[Items from a data source]

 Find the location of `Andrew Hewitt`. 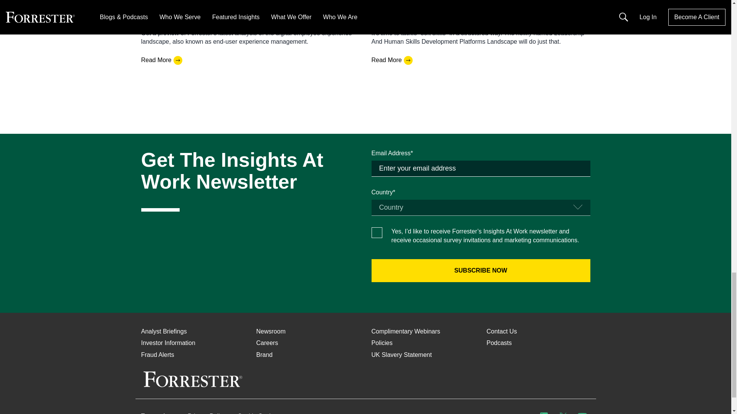

Andrew Hewitt is located at coordinates (161, 3).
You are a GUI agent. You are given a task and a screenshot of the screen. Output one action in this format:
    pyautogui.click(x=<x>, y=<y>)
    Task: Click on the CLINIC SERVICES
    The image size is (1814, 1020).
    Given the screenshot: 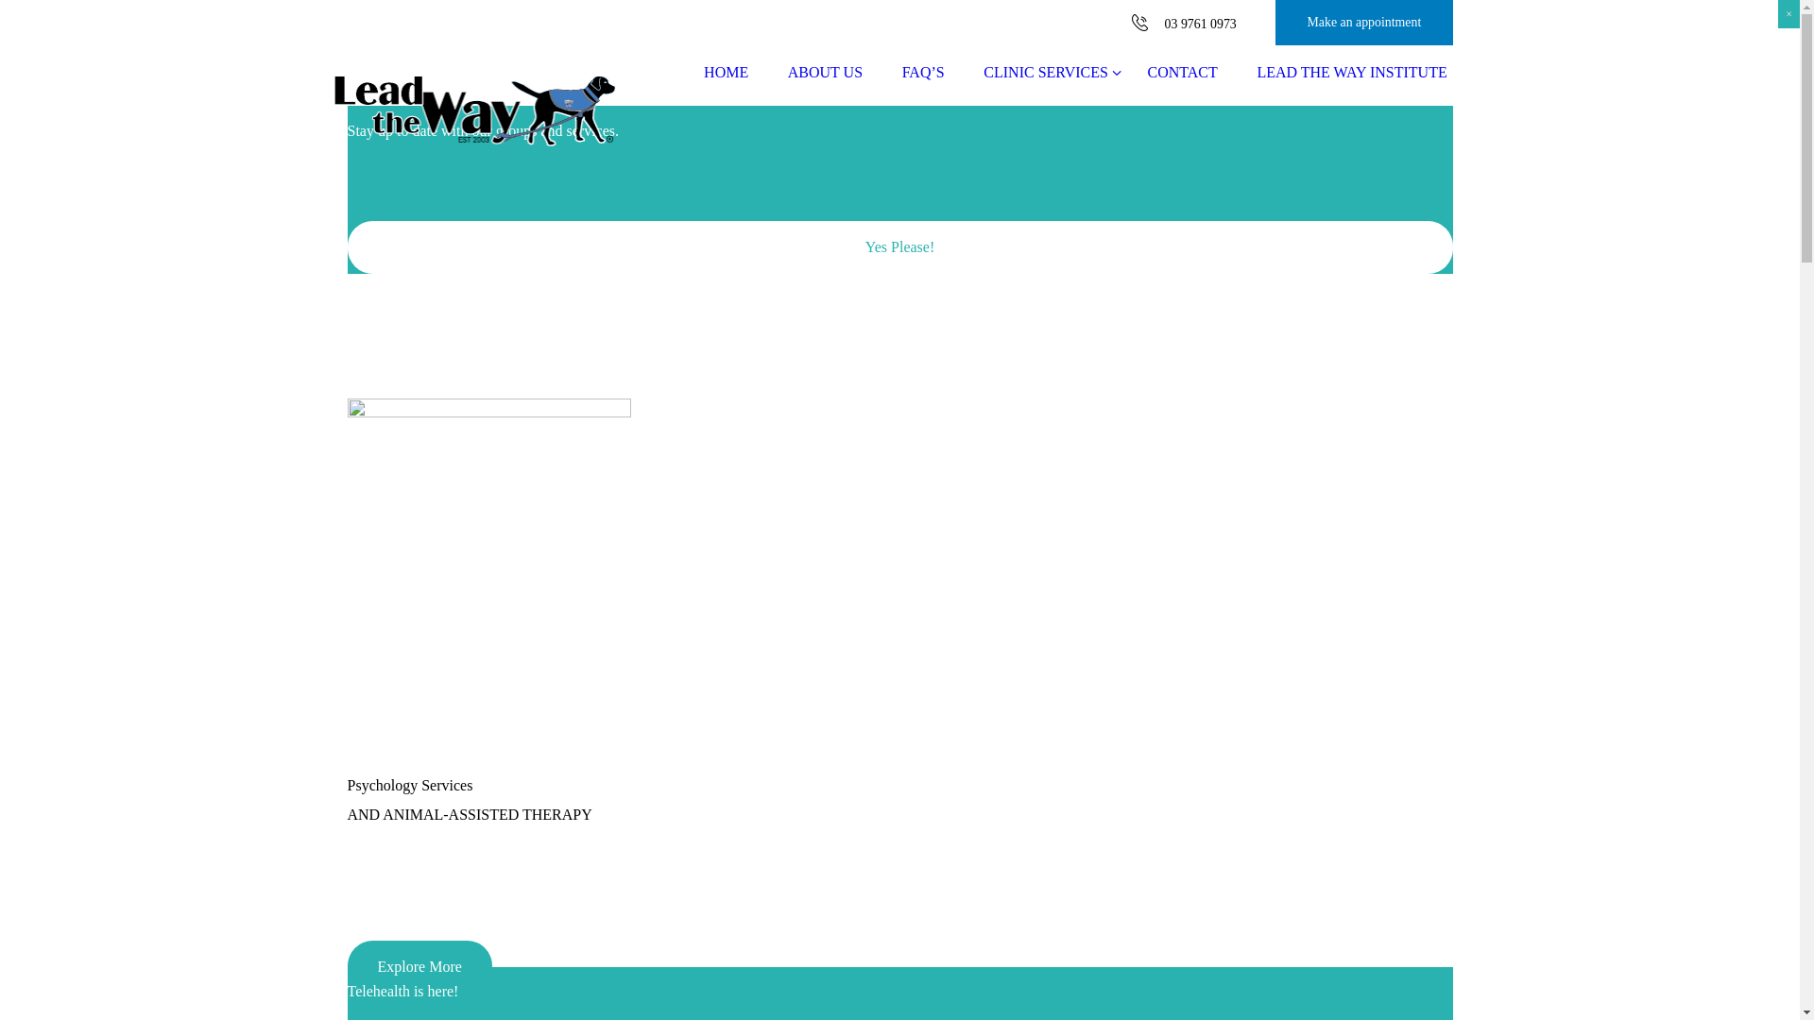 What is the action you would take?
    pyautogui.click(x=1045, y=73)
    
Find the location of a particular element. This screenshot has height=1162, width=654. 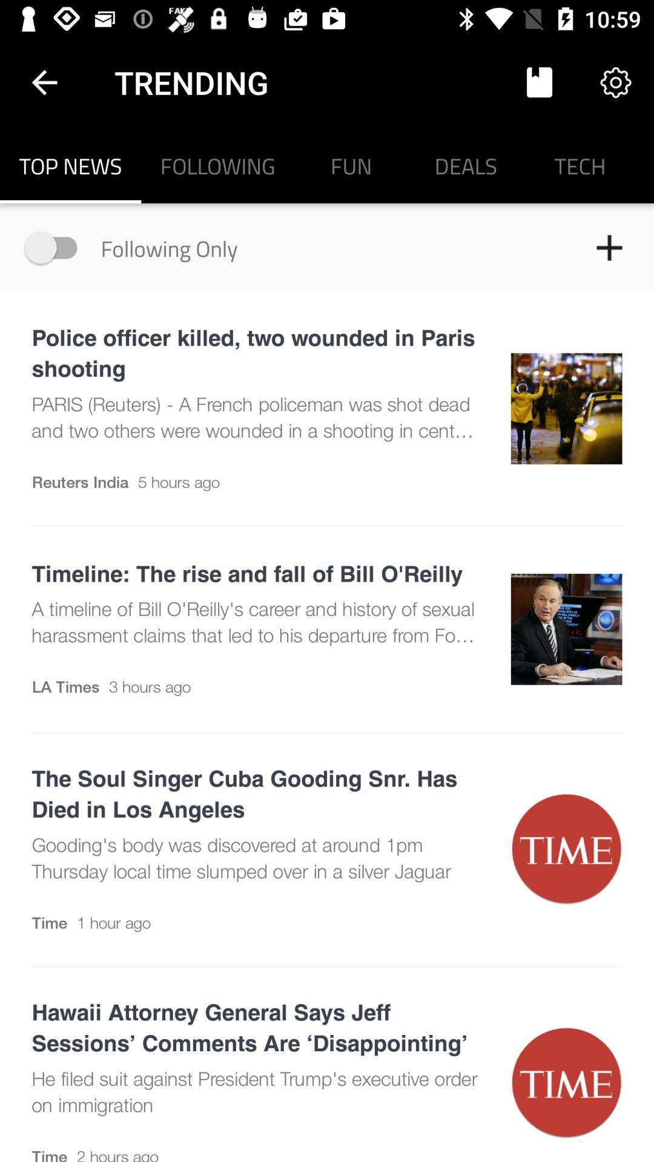

info button is located at coordinates (56, 247).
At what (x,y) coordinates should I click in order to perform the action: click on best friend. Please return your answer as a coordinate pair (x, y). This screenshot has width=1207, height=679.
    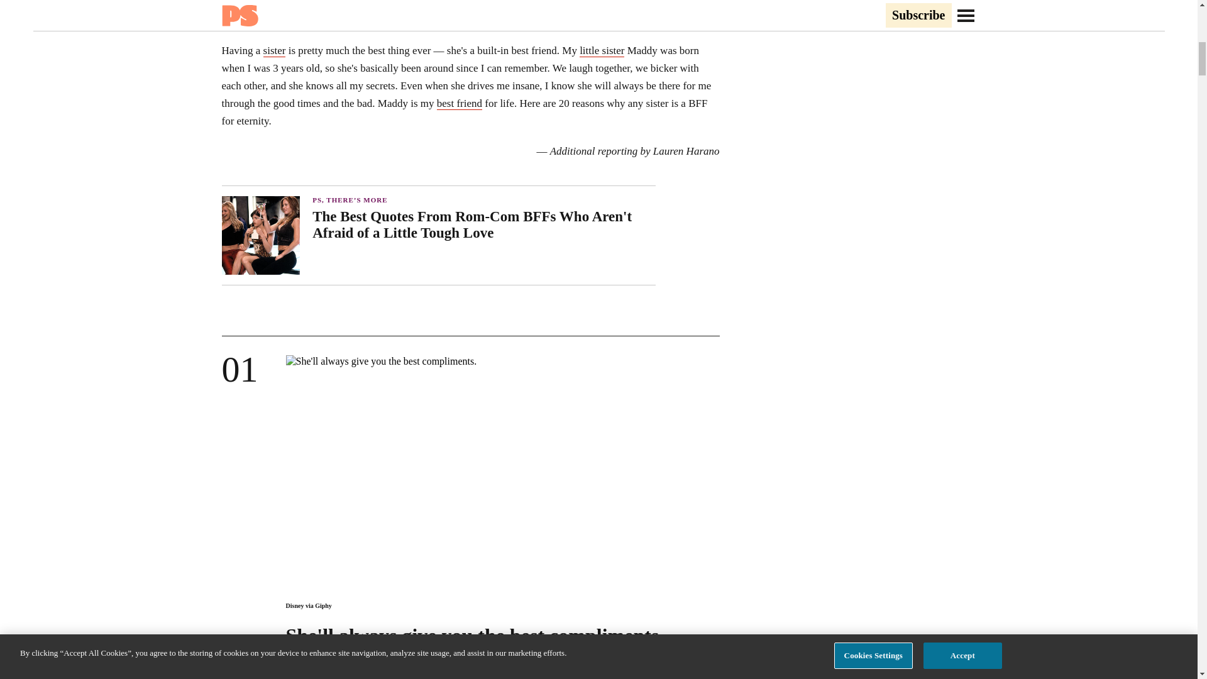
    Looking at the image, I should click on (459, 103).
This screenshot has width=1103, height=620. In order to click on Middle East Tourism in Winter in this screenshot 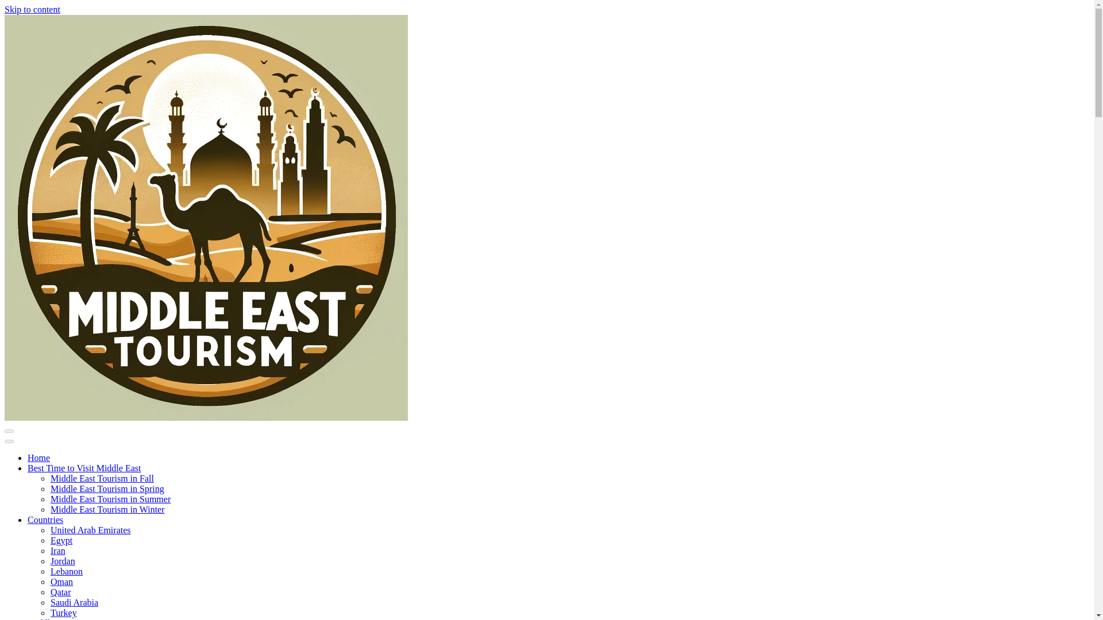, I will do `click(107, 510)`.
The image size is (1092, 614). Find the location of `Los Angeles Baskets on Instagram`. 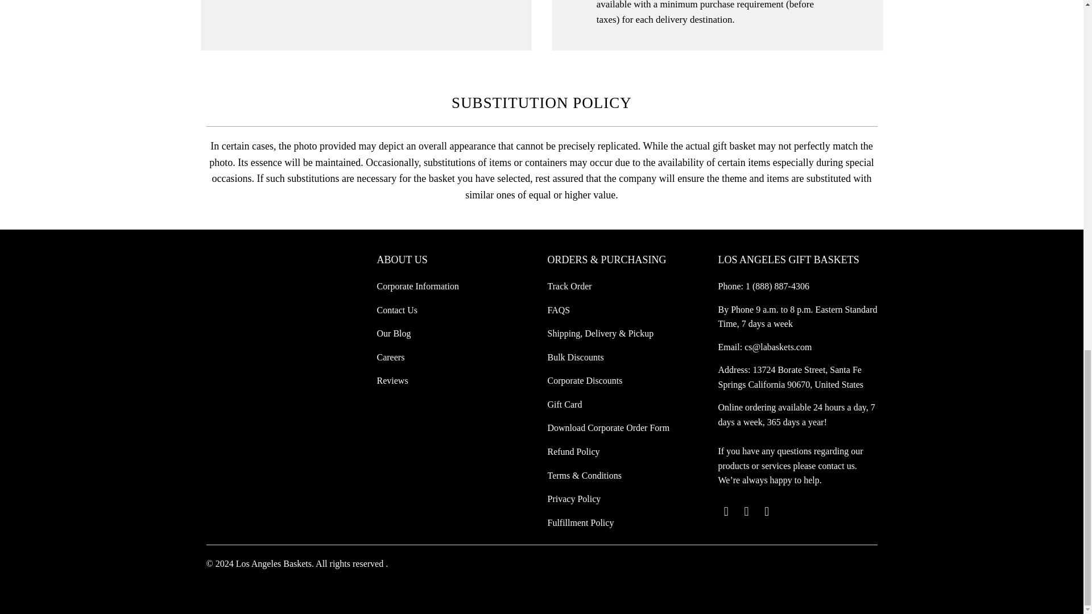

Los Angeles Baskets on Instagram is located at coordinates (767, 511).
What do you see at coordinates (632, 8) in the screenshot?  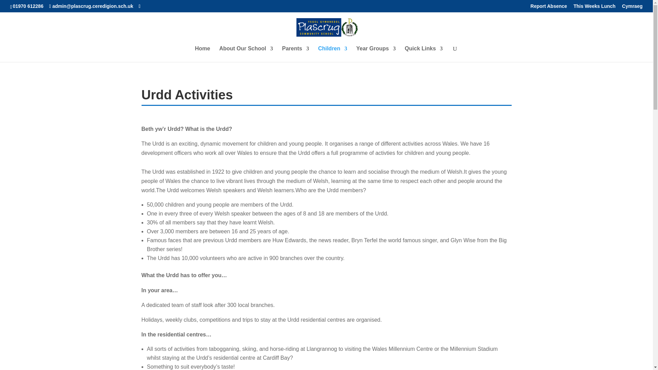 I see `Cymraeg` at bounding box center [632, 8].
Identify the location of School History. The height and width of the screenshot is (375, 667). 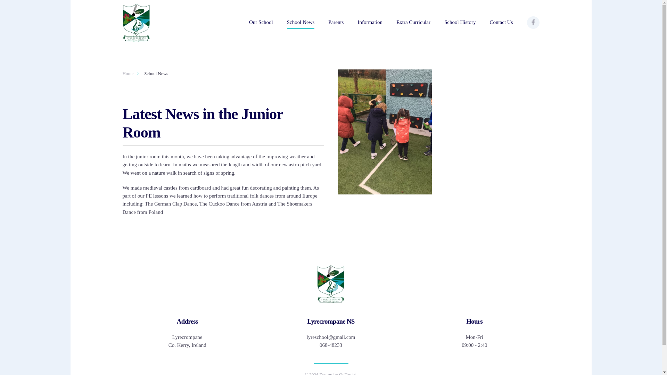
(460, 22).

What you should do:
Write out the lines beginning at the line with "Identify the location" and ending at the last line of the entries. Include no pictures.

Written response:
Identify the location of School History. The height and width of the screenshot is (375, 667). 
(460, 22).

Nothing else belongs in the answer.